Thursday, August 19, 2004

Open Thread. Subject: Age of Dinosaurs

Time for a little back and forth.

1 comment:

Kendall Miller said...

Back in the years from 1785 to 1800 geologists were looking at layers of rocks in outcroppings. The rocks contained fossils of animals that similar to modern marine animals like clams and barnacles. The chemical composition of the rock was similar to what they knew about the chemical composition of modern sea-beds. So it made sense that these rocks in the Scottish Highlands were once the floor of an ocean. In modern oceans they could observe the slow accumulation of sediments and they could see the same kind of layering in recent sediments that they saw in their rocks. This was further evidence that the rocks had, at one time, been under an ocean. And that older rock layers were under the younger layers.

Some observers found a deposit that had lots of crocodile fossils in it scattered through many layers. Looking at the fossils it was clear that those in the upper layers were much more similar to modern crocodiles than those in the bottom layers. This is consistent with the bottom layers being from an earlier time that the top layers.

By looking at similar layers across large areas of geography it was found that the sequence of the different layers did not vary. Sometimes a layer would be added or omitted in different places but if you found layer A below layer B in one place, it would always be below layer B whenever they both were present. Without any clue to absolute time scale they were able to construct a relative time scale with different eras named after their distinctive formations.

Such was the state of geology until the 1930s. Given that the processes that moved rocks from oceans to mountains were either catastrophic over huge areas or slow with a very long time scale, they tended to choose the later explanation. No one had ever observed such massive catastrophic changes in recorded history but they were all familiar with the hour hand on a clock that moved so slowly that it didn't seem to move at all. But in order to explain the distance the rocks must have moved the earth had to be much older they anyone ever thought before.

In the 30s we discovered radioactive decay in certain elements, or rather, isotopes of elements. We learned that isotopes decayed into daughter elements through predictable pathways. We also learned that isotopes that were more naturally unstable were more likely to have decay events at a higher rate than more stable isotopes. These rates were so consistent that you could make a clock out of a decaying isotope that was the most accurate that had ever been seen. By comparing the amount of parent isotope to the amount of the daughter isotope in a sample and putting that up against the consistent rate of decay it was easy to compute how long that rock had been sitting there as a solid rock.

Interestly enough, when this absolute time scale of rocks was placed next to the relative time scale that had been in place for 100 years, the absolute times did not call the relative time relationships into question. Two independent sources of information leading to the same result. This held true not only in selected locations but everywhere isotopes could be found which was pretty much...everywhere.

Furthermore, the size of that time scale in millions and millions of years gave the kind of times needed for Darwin's "descent with modification" process to work. I see it as a triumph of independent branches of investigation confirming a consistent objective reality. And because of this, I can say that dinosaurs died out 65 million years ago with complete confidence. Anything that contradicts that has to also contradict an enormous body of evidence.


> [Work item]: Starting at the line below that contains "Given 768px×1024px image, find" and ending at the line that contains "Guide me to 'footwear'.", retype each line exactly as it stands, but omit the pictures.

--- Records for this exercise Enclosed Below ---

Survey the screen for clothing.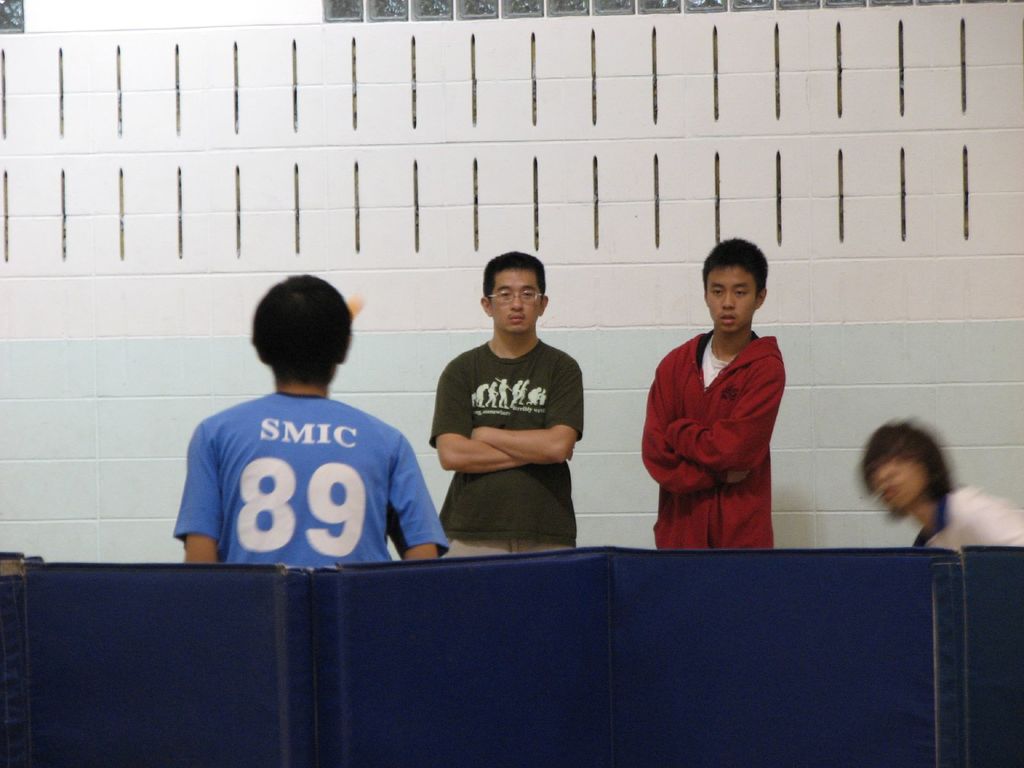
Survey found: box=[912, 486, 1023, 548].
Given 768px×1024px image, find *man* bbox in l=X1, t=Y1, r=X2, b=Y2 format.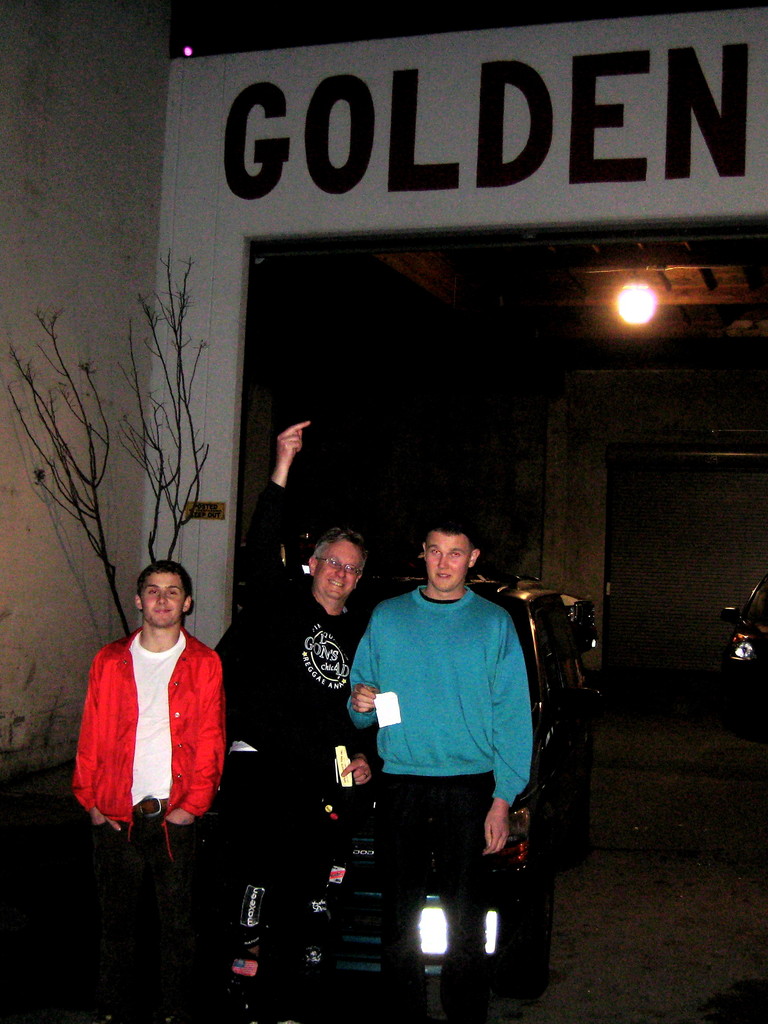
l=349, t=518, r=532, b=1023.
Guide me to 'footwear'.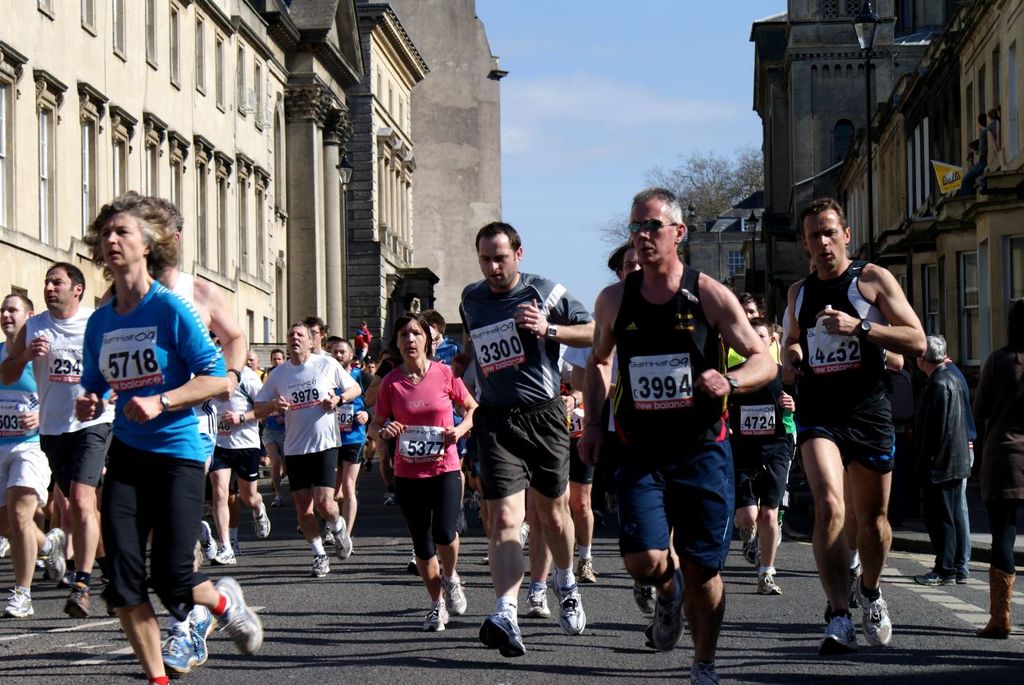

--- End of Enclosed Records for this exercise ---
--- Records for this exercise Enclosed Below ---

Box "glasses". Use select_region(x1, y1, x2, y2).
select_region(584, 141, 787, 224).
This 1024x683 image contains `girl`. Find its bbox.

--- End of Enclosed Records for this exercise ---

> [Response box]:
Given 768px×1024px image, find *man* bbox in l=X1, t=Y1, r=X2, b=Y2 format.
l=349, t=518, r=532, b=1023.
Guide me to 'footwear'.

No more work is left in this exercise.